BACKUP_DIR="${2:-./backup}"
TIMESTAMP=$(date +%Y%m%d_%H%M%S)

if [[ -z "$SOURCE_DIR" ]]; then
  echo "Usage: $0 <source_dir> [backup_dir]"
  exit 1
fi

if [[ ! -d "$SOURCE_DIR" ]]; then
  echo "Directory does not exist: $SOURCE_DIR"
  exit 1
fi

mkdir -p "$BACKUP_DIR"
ARCHIVE_NAME="backup_${TIMESTAMP}.tar.gz"

tar -czf "$BACKUP_DIR/$ARCHIVE_NAME" "$SOURCE_DIR"

echo "Backup created at: $BACKUP_DIR/$ARCHIVE_NAME"

Run it like this:

./backup.sh /var/log ./artifacts

12. Example 2: check if a service is running

#!/usr/bin/env bash

service_name="$1"

if pgrep -x "$service_name" >/dev/null; then
  echo "$service_name is running"
else
  echo "$service_name is not running"
fi

Example:

./check-service.sh nginx

13. Example 3: batch rename files

#!/usr/bin/env bash

for file in *.txt; do
  mv "$file" "old_$file"
done

This is a tiny script, but it demonstrates why Bash is so productive for file operations.

14. Example 4: a simple deployment helper

#!/usr/bin/env bash
set -euo pipefail

APP_DIR="/opt/myapp"

echo "Pulling latest code..."
git -C "$APP_DIR" pull

echo "Installing dependencies..."
npm --prefix "$APP_DIR" install

echo "Restarting service..."
systemctl restart myapp

echo "Deployment complete"

This is the kind of script many engineers write very early in their DevOps journey.

15. When should you use Bash and when should you switch to Python?

Bash is a great choice when you are:

  • gluing command-line tools together
  • working with files, directories, processes, and environment variables
  • writing short automation scripts for CI/CD, DevOps, or local tooling

However, if your logic becomes complex, if you need data structures beyond basic arrays, or if you need better testing and maintainability, Python is often the better long-term choice.

16. Final thoughts

Bash scripting is not just about putting commands into a .sh file.
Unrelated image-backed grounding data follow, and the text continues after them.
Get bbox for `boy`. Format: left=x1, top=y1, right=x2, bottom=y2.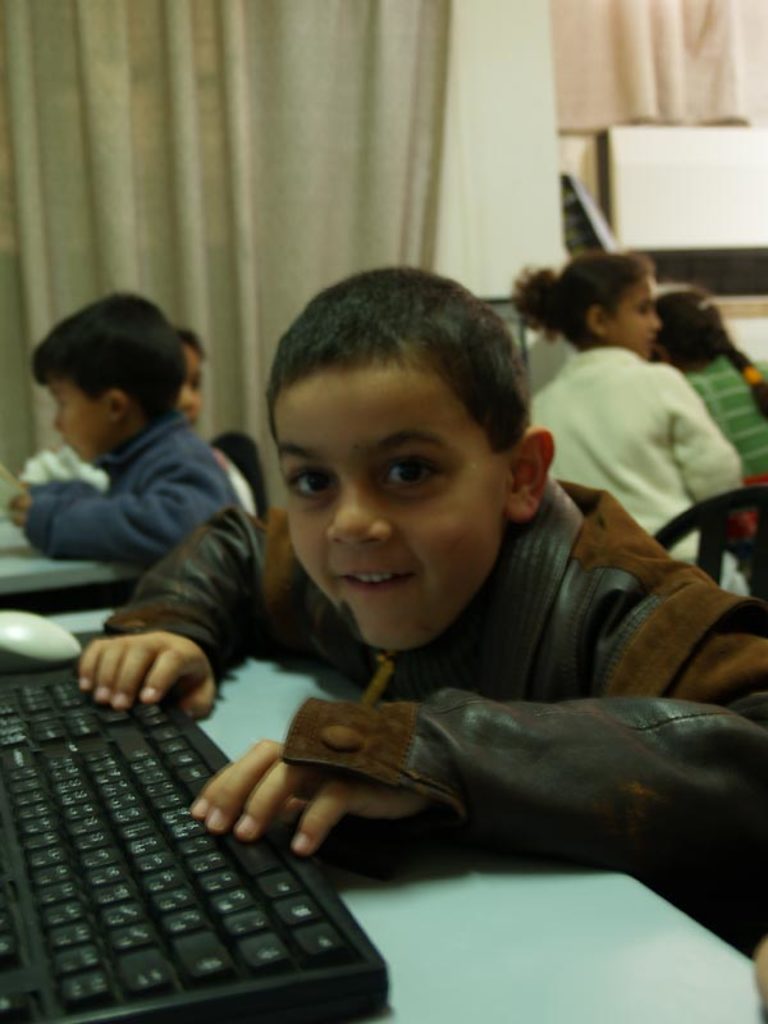
left=6, top=323, right=264, bottom=522.
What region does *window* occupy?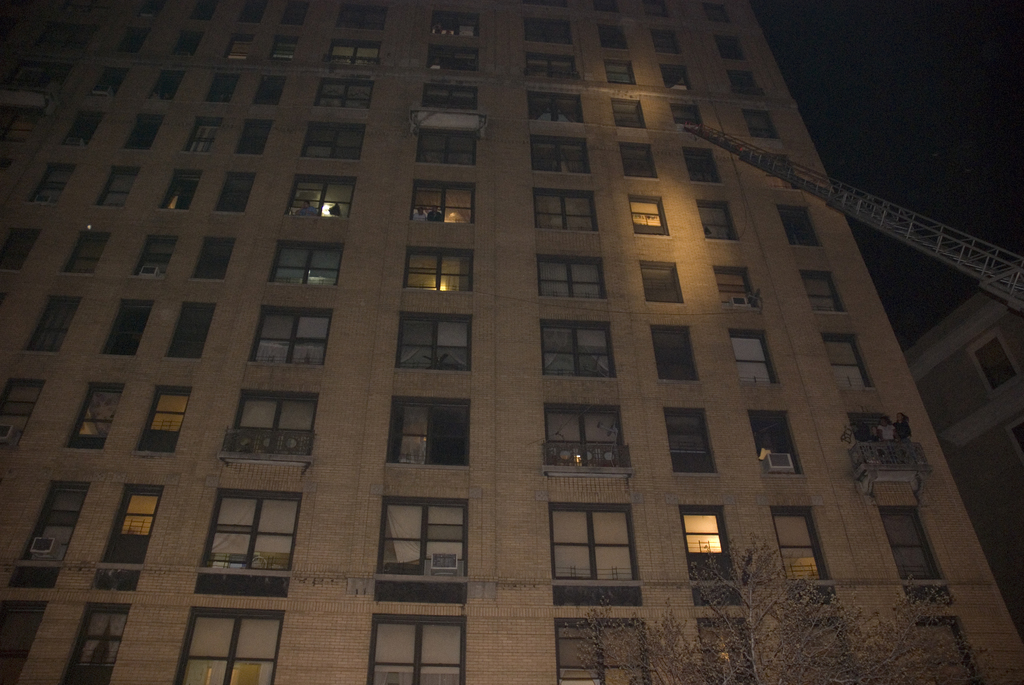
{"x1": 528, "y1": 51, "x2": 580, "y2": 83}.
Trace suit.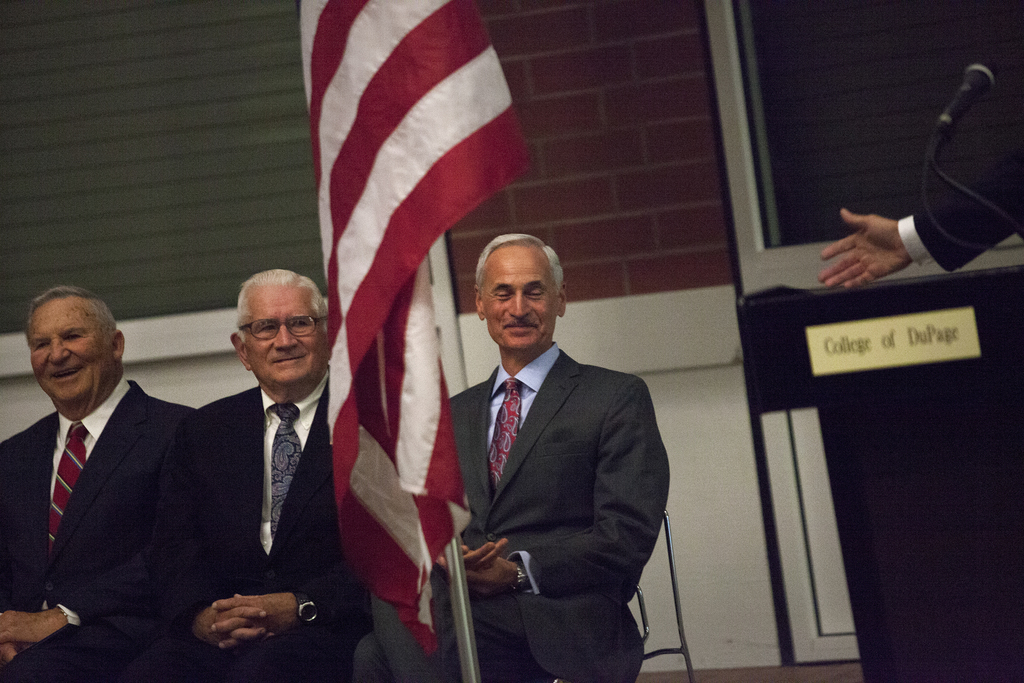
Traced to box=[116, 388, 371, 682].
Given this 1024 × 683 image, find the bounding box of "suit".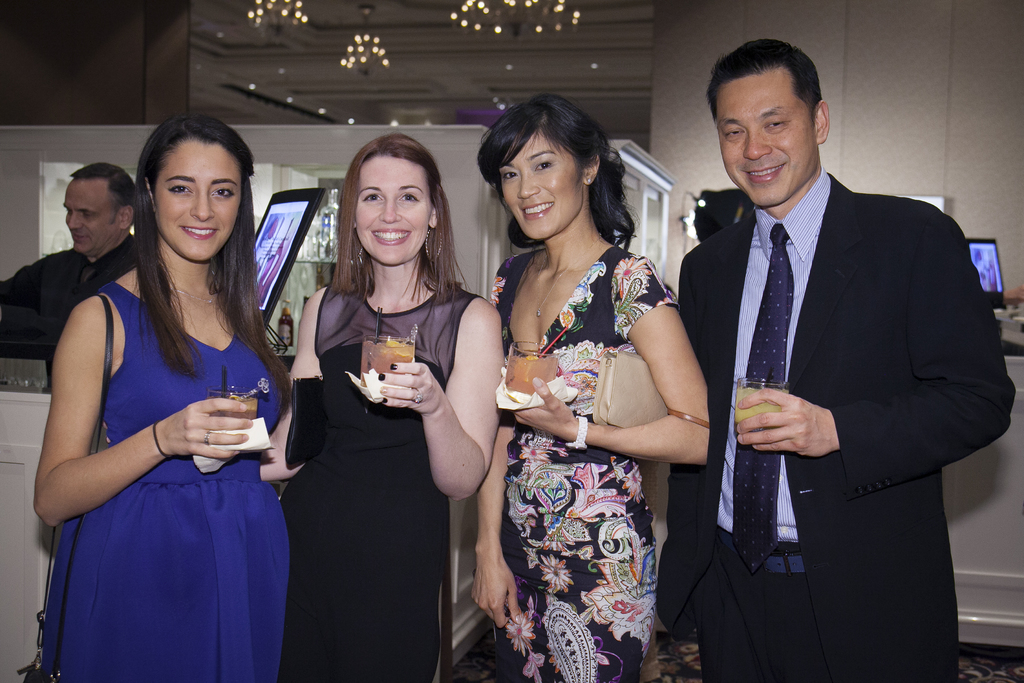
bbox=[669, 79, 993, 679].
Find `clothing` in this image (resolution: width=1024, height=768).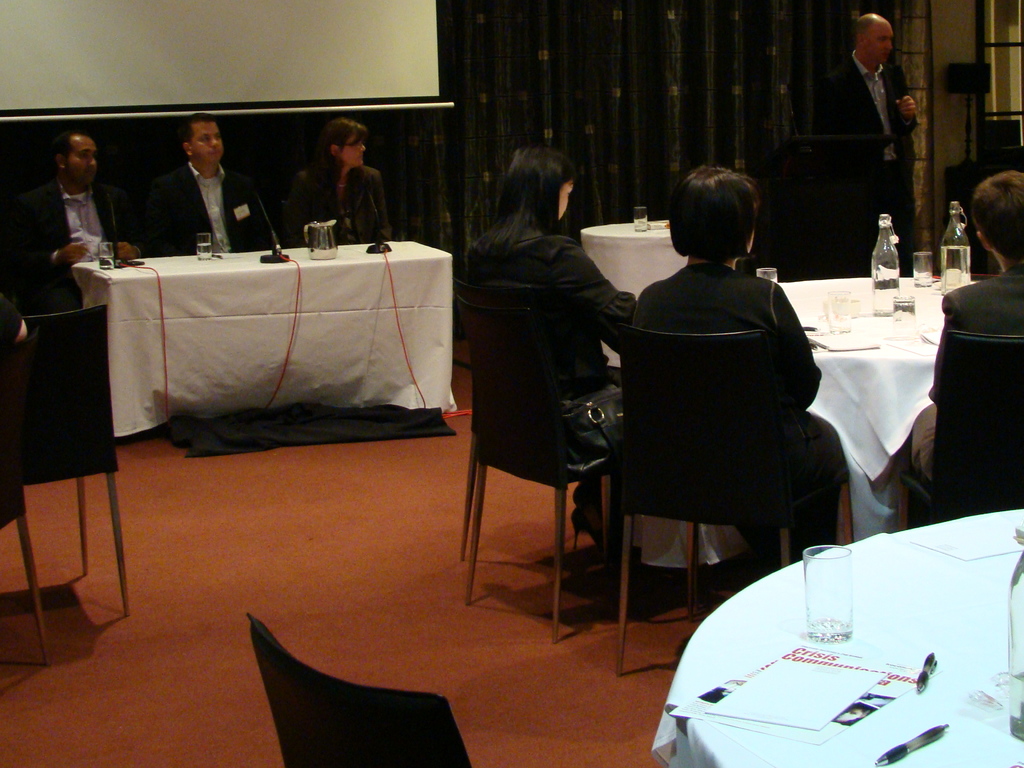
detection(142, 140, 253, 232).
The real value comes from writing scripts that are safe, readable, and useful under real operational pressure. Start small, automate something annoying, and improve your scripts over time. That is how Bash becomes genuinely powerful.

References

Python for engineers

Python is one of the most practical languages you can learn as an engineer. It is easy to read, productive for day-to-day work, and flexible enough for automation, backend services, machine learning, testing, and DevOps tasks.

Why Python Is So Useful

  • It has simple syntax, so you can focus on the problem instead of fighting the language.
  • It has a huge ecosystem for web, data, AI, testing, and scripting.
  • It is excellent for glue code between services, files, APIs, and command-line tools.

A Small Example

The following script reads a log file and counts how many lines contain the word ERROR.

from pathlib import Path

log_path = Path("app.log")
error_count = 0

for line in log_path.read_text().splitlines():
    if "ERROR" in line:
        error_count += 1

print(f"Found {error_count} error lines")

This is a good example of why Python is popular. The code is short, readable, and immediately useful.

Common Use Cases

1. Automation

Python is great for repetitive tasks such as renaming files, processing CSV data, calling REST APIs, or sending reports by email.

import requests

response = requests.get("https://api.github.com")
print(response.status_code)

2. Data Processing

You can parse text, clean records, and transform data before loading it into another system.

3. Backend Development

Frameworks like Flask, FastAPI, and Django make Python a strong option for internal tools and web services.

4. Machine Learning

Libraries such as NumPy, pandas, scikit-learn, PyTorch, and TensorFlow make Python a default choice in many AI workflows.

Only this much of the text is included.